A request through the proxy or via an exported token came back with an auth error. Walk this decision tree to recover.Documentation Index
Fetch the complete documentation index at: https://authsome.ai/docs/llms.txt
Use this file to discover all available pages before exploring further.
First, check provider state
available, configured, connected).
401 Unauthorized
The stored credential is no longer valid. The access token expired and no usable refresh token remains, or the provider revoked the session server-side.-
Revoke the current connection so authsome drops the broken record:
-
Log in again:
403 Forbidden (missing scopes)
The stored credential is valid, but the request requires permissions the original login did not grant. Use--scopes on the existing provider:
authsome inspect <provider> to see which scopes are declared in the provider definition.
Wrong stored client_id / client_secret
If login itself fails immediately with a credential mismatch error and you suspect the wrong OAuth app credentials were stored, remove the provider state and re-log in. The browser bridge will collect fresh client_id and client_secret values.
remove deletes provider state for the current profile, including any stored OAuth client credentials. The provider definition (bundled or custom) is unaffected. The next login triggers the browser form to collect fresh values.

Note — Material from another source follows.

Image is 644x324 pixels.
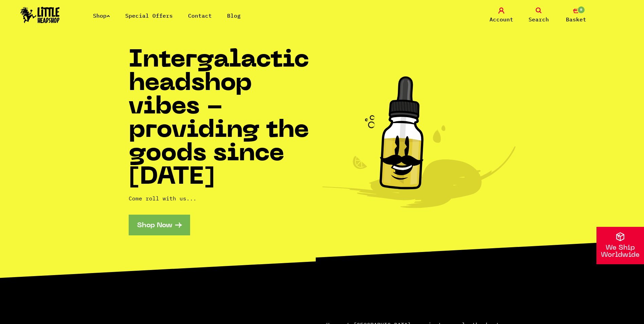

Provider not connected at all
Ifauthsome list shows the provider as available (not configured, not connected), there’s no credential to fail on. Run:
Still failing
- Run
authsome --verbose login <provider>to surface the full daemon round-trip and the exact provider response. - Check
~/.authsome/audit.logfor the most recent action and outcome. - See Diagnose with doctor for installation-level checks.
- For HTTPS / TLS errors specifically, see Proxy networking.
- For token-refresh internals, see Token refresh.
What’s next
OAuth callbacks
Diagnose callbacks that don’t land.
Token refresh
How automatic refresh works and when it doesn’t.